Our Environment: Christchurch City Council's Environmental Newsletter

Commemorative Oaks Pose A Challenge

First the deer ate the commemorative acorns at Lord Cobham’s Hagley Hall Estate in England. Then there were no acorns to gather for next year’s plantings to mark the 150th anniversary of Canterbury province.

Now Turning Point 2000 administrator Maureen Downes is pondering whether to make a third attempt to replace ageing Hagley Park oak trees from their English source. "1997 saw the deer beat the groundsman to the acorns," she said ruefully. "Last year a disastrous harvest meant there were no acorns. Surely we couldn’t be so unlucky a third time."

Unwilling to tempt fate, Botanic Gardens’ Horticultural Operations Team Leader Warwick Scadden has collected 2000 acorns from some of the oldest oak trees in South Hagley Park. They have been sown in root trainer packs at the City Council’s Linwood Nursery. By December 2000 the oaks should be about 30cm high and ready for planting in Hagley Park and other parks and schools during anniversary celebrations.

Jennie Hamilton

CELEBRATING OUR TREES

Arbor Day on June 5 marks the beginning of the planting season and a time to celebrate the unique bio-diversity of our country. Appropriately it is also World Environment Day, aimed at stimulating awareness of our environment and action to safeguard it.

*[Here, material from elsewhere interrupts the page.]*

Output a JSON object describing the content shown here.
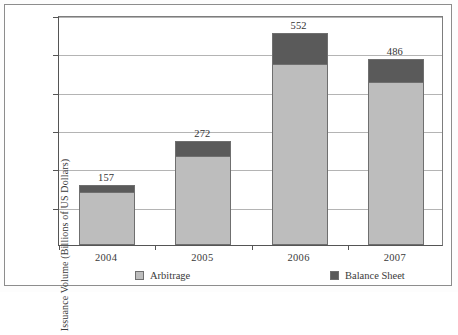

Each year City Council environmental promotions officer Kerry Everingham helps co-ordinate Arbor Day activities. "Trees are part of the character of Christchurch the Garden City," she says. "They’re needed in all cities to reduce glare and reflection and cut down noise and air pollution. They’re needed worldwide to counteract global warming and the thinning of the ozone layer."

Some, such as the macrocarpa at 213 Marine Parade, New Brighton, are landmarks that have grown up alongside generations of people. That tree is almost 100 years old and is thought to have been planted by Teddy Howard, an early City Member of Parliament and father of Mabel Howard, New Zealand’s first woman MP.